Sunday, January 22, 2006

Thomas Alva Edison

EDISON DIES:
October 18, 1931

Thomas Alva Edison, one of the most prolific inventors in history, dies in West
Orange, New Jersey, at the age of 84.Born in Milan, Ohio, in 1847, Edison
received little formal schooling, which was customary for most Americans at the
time. He developed serious hearing problems at an early age, and this disability
provided the motivation for many of his inventions. At age 16, he found work as
a telegraph operator and soon was devoting much of his energy and natural
ingenuity toward improving the telegraph system itself. By 1869, he was pursuing
invention full-time and in 1876 moved into a laboratory and machine shop in
Menlo Park, New Jersey.Edison's experiments were guided by his remarkable
intuition, but he also took care to employ assistants who provided the
mathematical and technical expertise he lacked. At Menlo Park, Edison continued
his work on the telegraph, and in 1877 he stumbled on one of his great
inventions--the phonograph--while working on a way to record telephone
communication. Public demonstrations of the phonograph made the Yankee inventor
world famous, and he was dubbed the "Wizard of Menlo Park."Although the
discovery of a way to record and play back sound ensured him a place in the
annals of history, it was just the first of several Edison creations that would
transform late 19th-century life. Among other notable inventions, Edison and his
assistants developed the first practical incandescent lightbulb in 1879, and a
forerunner of the movie camera and projector in the late 1880s. In 1887, he
opened the world's first industrial research laboratory at West Orange, where he
employed dozens of workers to systematically investigate a given subject.Perhaps
his greatest contribution to the modern industrial world came from his work in
electricity. He developed a complete electrical distribution system for light
and power, set up the world's first power plant in New York City, and invented
the alkaline battery, the first electric railroad, and a host of other
inventions that laid the basis for the modern electric world. He continued to
work into his 80s and acquired 1,093 patents in his lifetime. He died at his
home in New Jersey on October 18, 1931.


ASSIGNED TASK:
Give back all of the data exactly as it stands, with the pictures removed.

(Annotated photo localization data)
○ ○ ○ ○

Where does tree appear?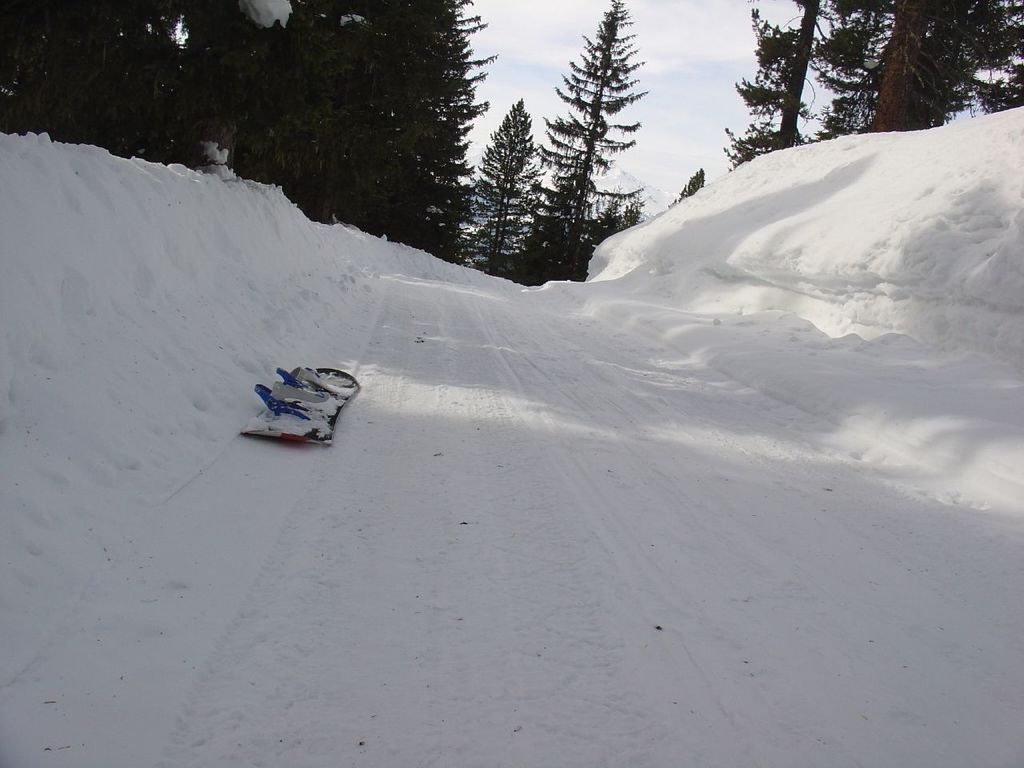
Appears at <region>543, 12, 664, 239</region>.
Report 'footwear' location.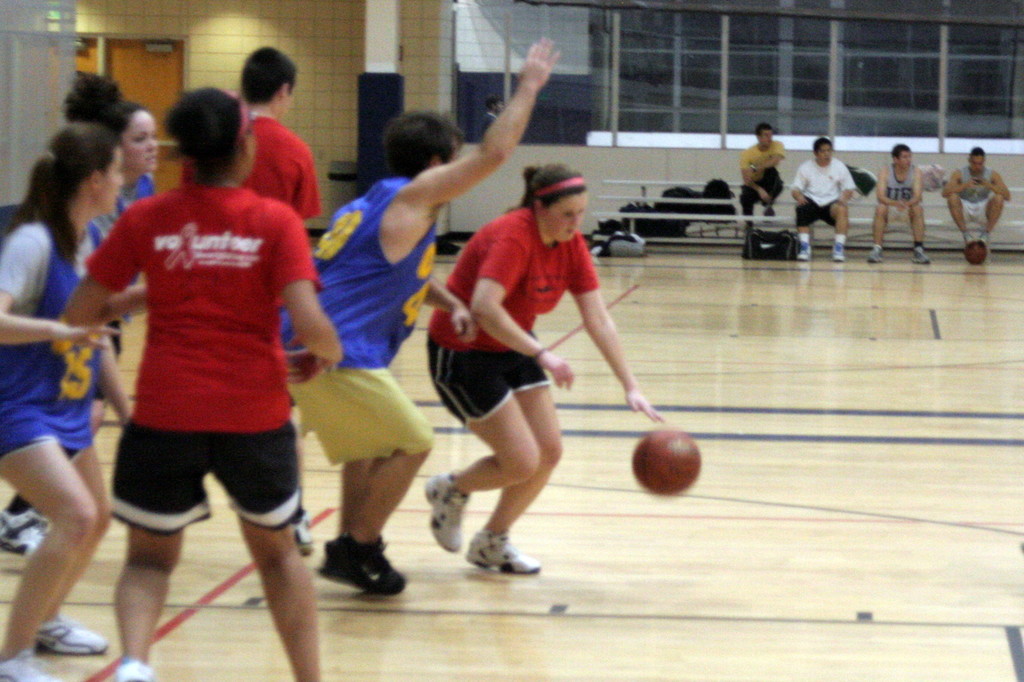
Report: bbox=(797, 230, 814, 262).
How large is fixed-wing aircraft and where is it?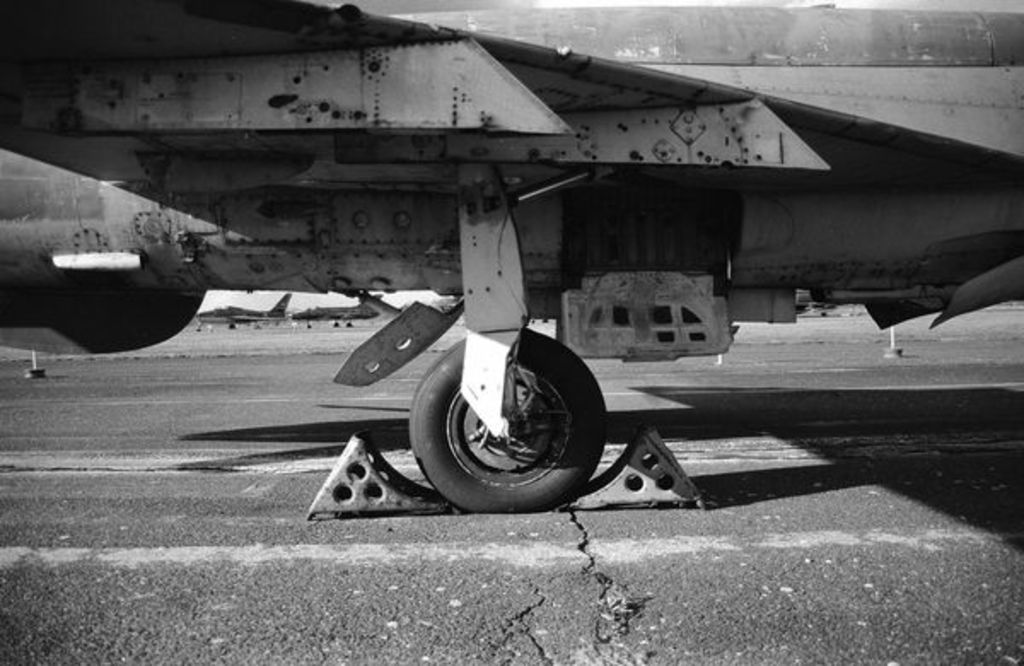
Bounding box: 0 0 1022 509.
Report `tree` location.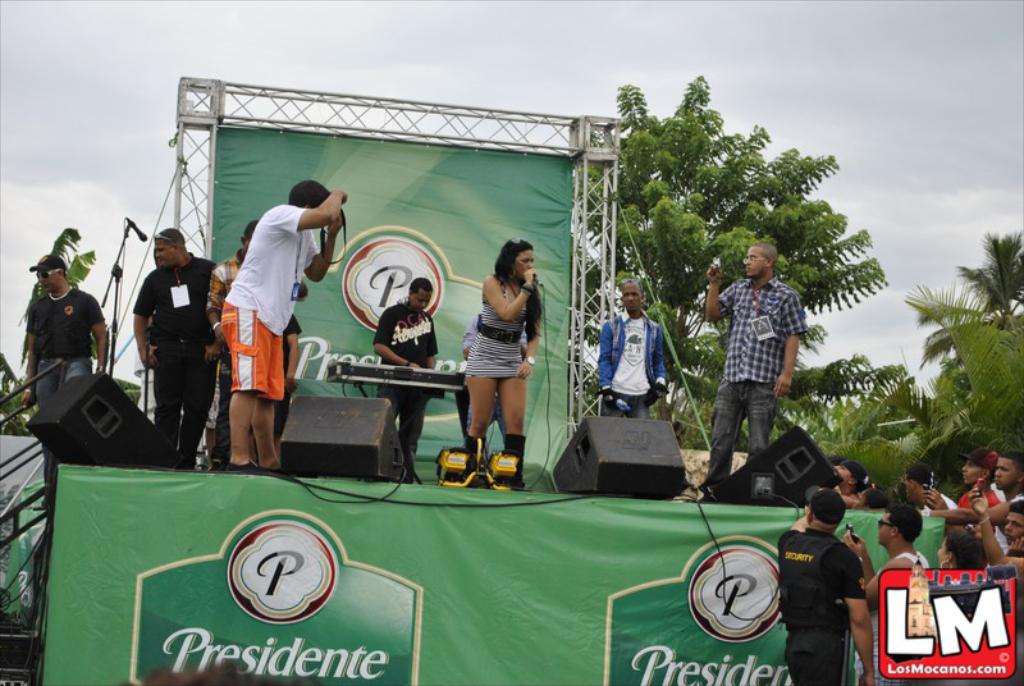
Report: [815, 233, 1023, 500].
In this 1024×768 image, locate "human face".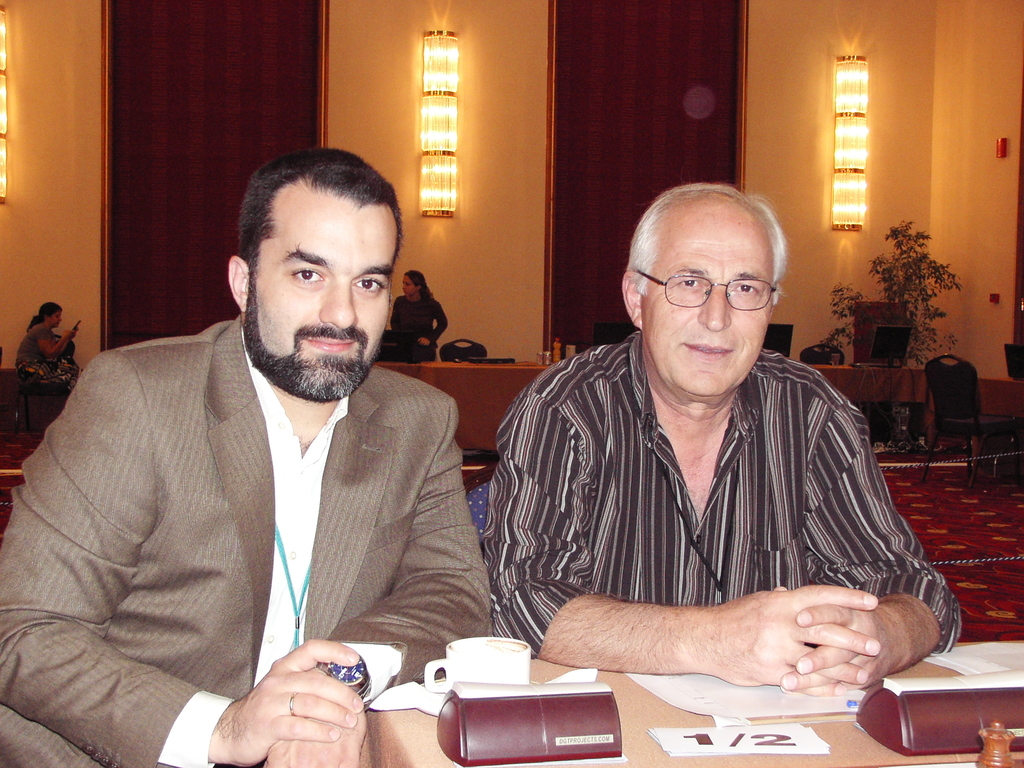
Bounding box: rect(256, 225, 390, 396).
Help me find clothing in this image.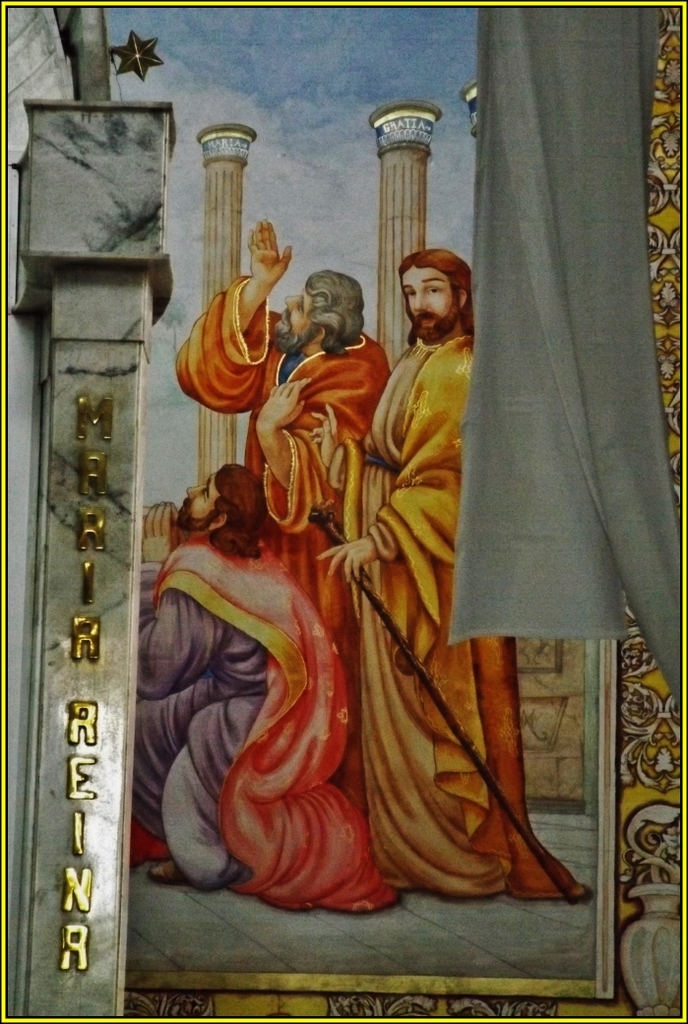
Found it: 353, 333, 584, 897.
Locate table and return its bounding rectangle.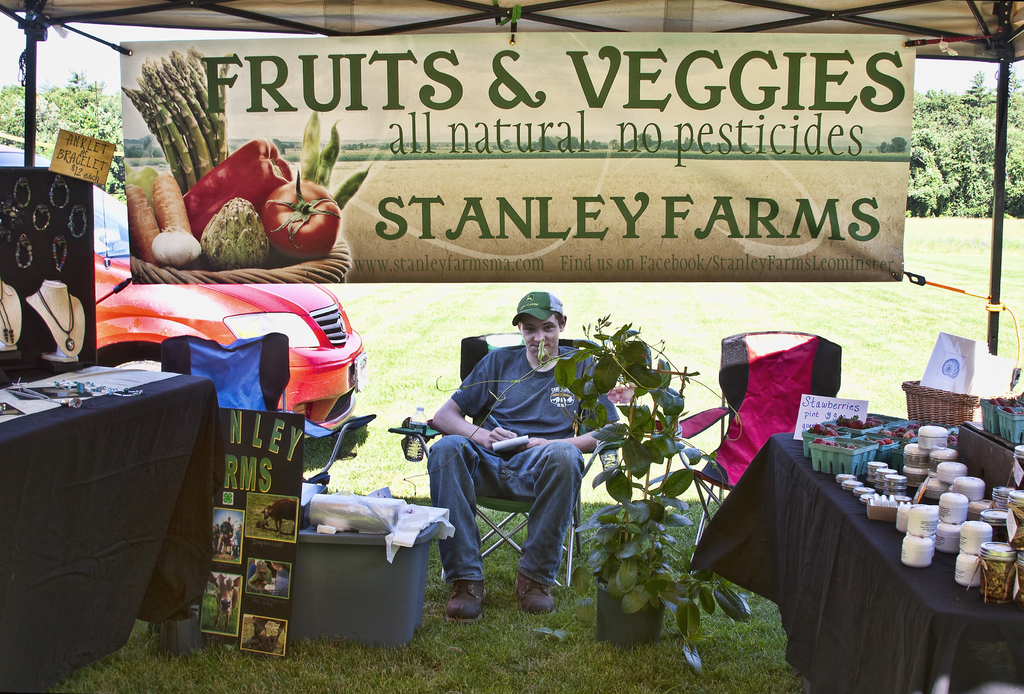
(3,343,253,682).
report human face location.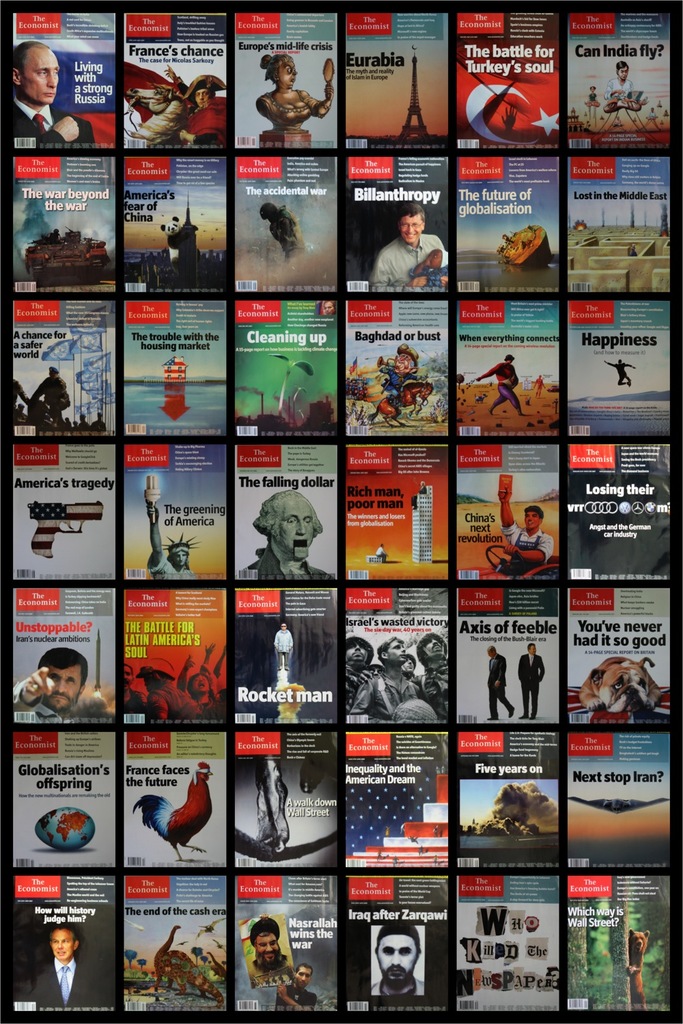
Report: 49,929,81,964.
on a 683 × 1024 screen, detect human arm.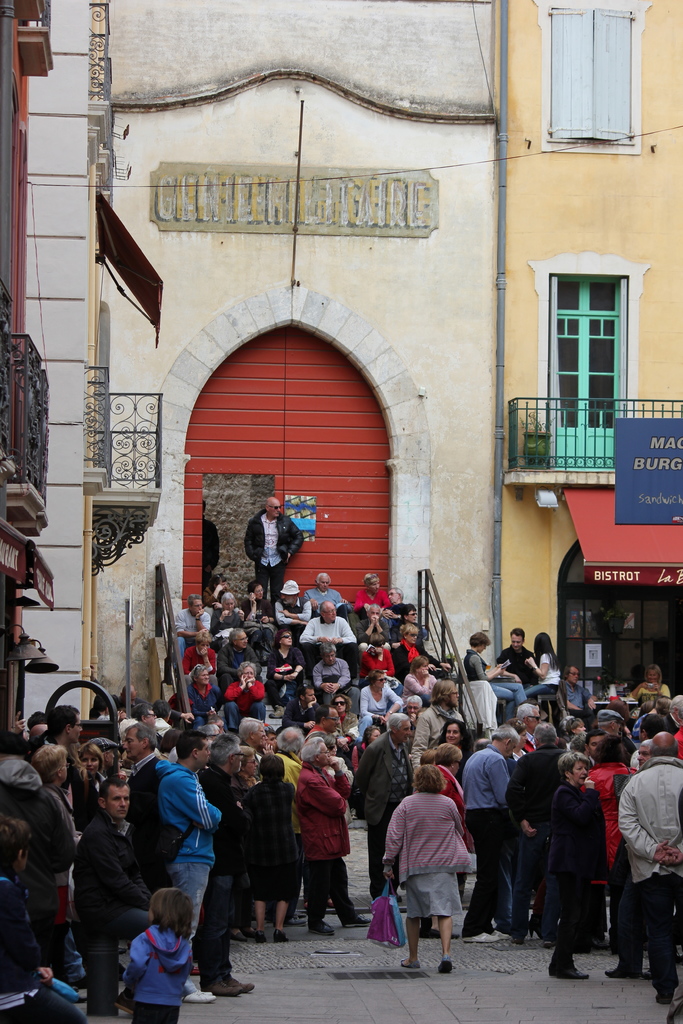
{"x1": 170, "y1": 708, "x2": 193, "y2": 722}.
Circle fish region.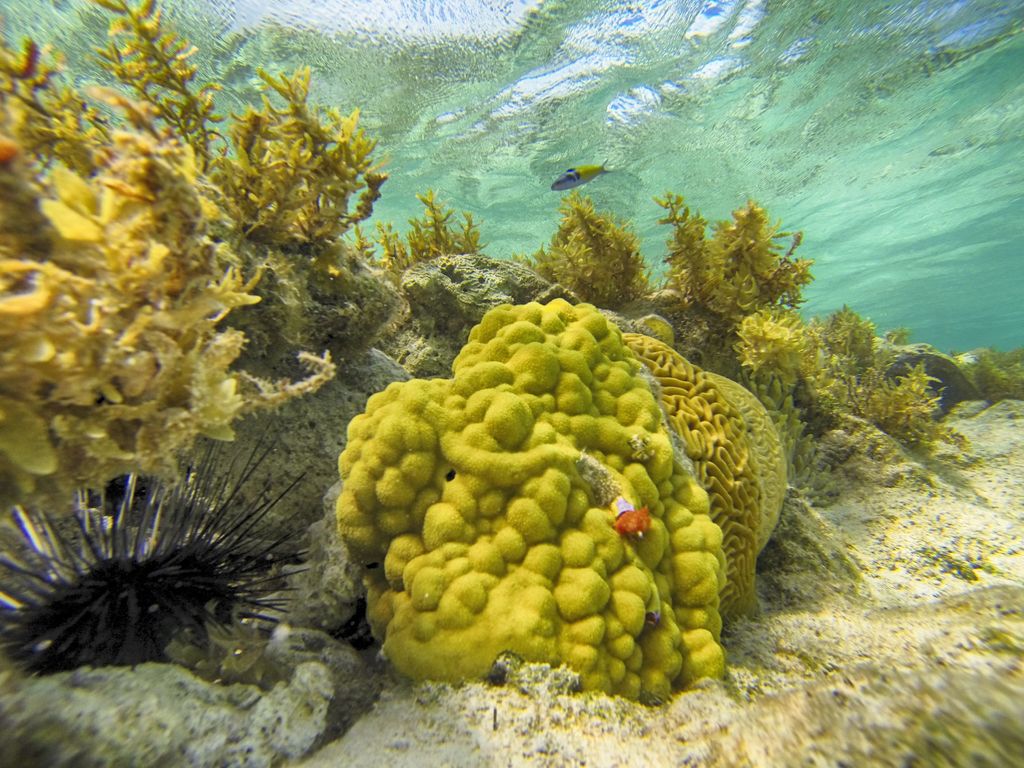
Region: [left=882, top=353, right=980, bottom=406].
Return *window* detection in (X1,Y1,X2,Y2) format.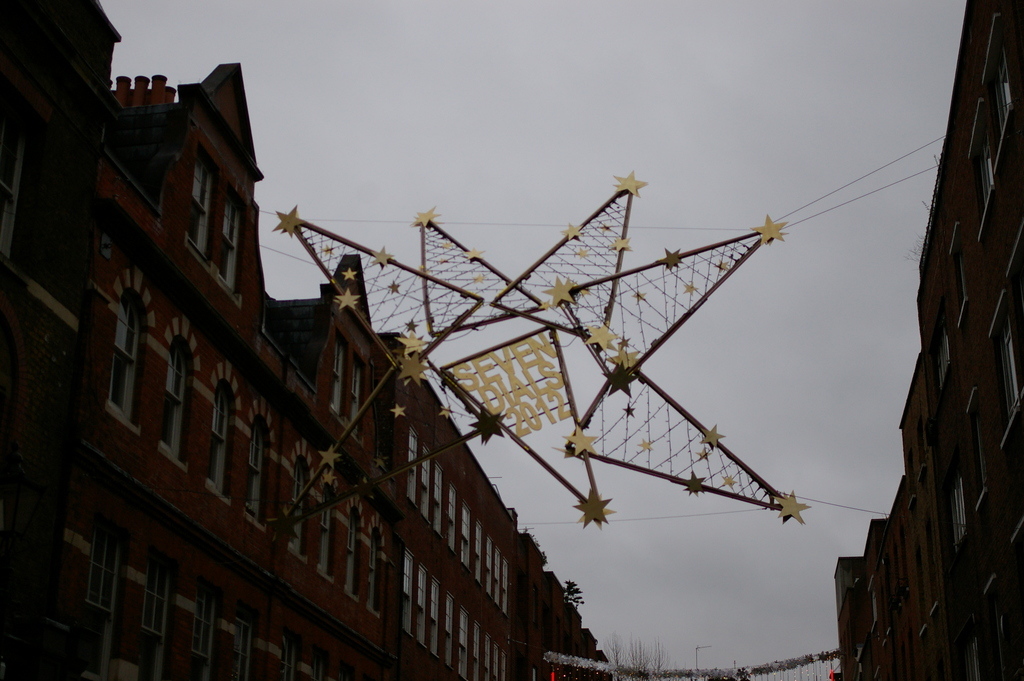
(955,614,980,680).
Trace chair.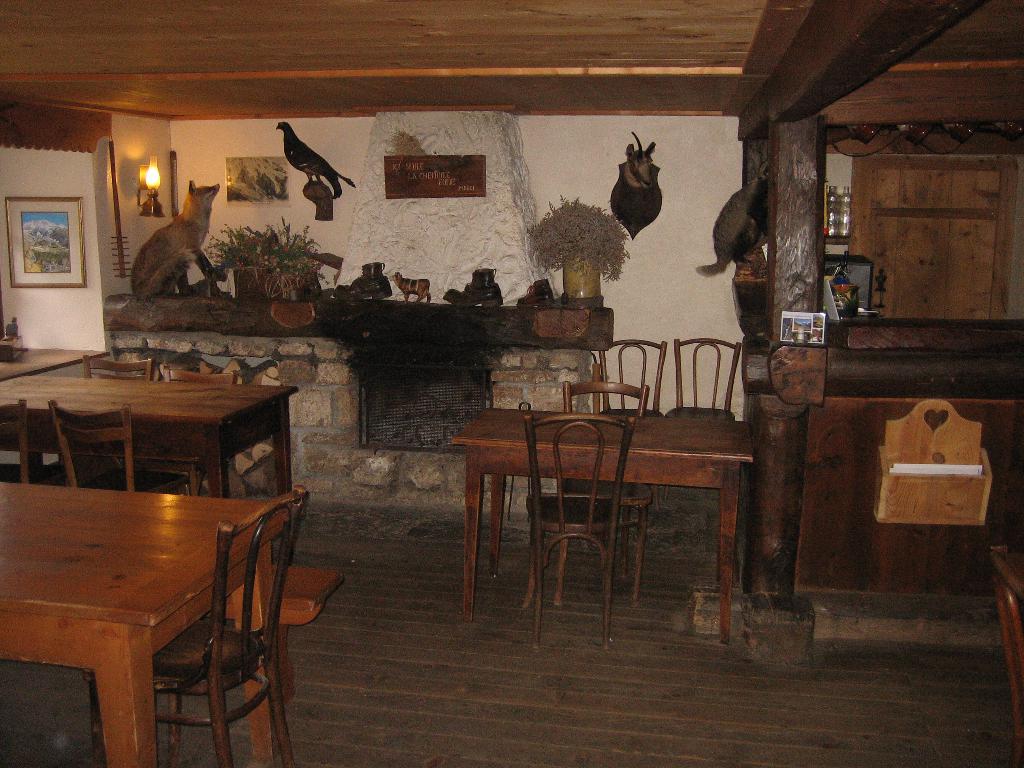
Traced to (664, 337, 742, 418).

○ ○ ○ ○

EXERCISE ANSWER:
Where does tree appear?
Appears at <region>543, 12, 664, 239</region>.
Report 'footwear' location.
Report: bbox=(797, 230, 814, 262).
How large is fixed-wing aircraft and where is it?
Bounding box: 0 0 1022 509.
Report `tree` location.
Report: [815, 233, 1023, 500].
In this 1024×768 image, locate "human face".
Bounding box: rect(256, 225, 390, 396).
Help me find clothing in this image.
Found it: 353, 333, 584, 897.
Locate table and return its bounding rectangle.
(3,343,253,682).
report human face location.
Report: 49,929,81,964.
on a 683 × 1024 screen, detect human arm.
{"x1": 170, "y1": 708, "x2": 193, "y2": 722}.
Circle fish region.
Region: [left=882, top=353, right=980, bottom=406].
Return *window* detection in (X1,Y1,X2,Y2) format.
(955,614,980,680).
Trace chair.
Traced to (664, 337, 742, 418).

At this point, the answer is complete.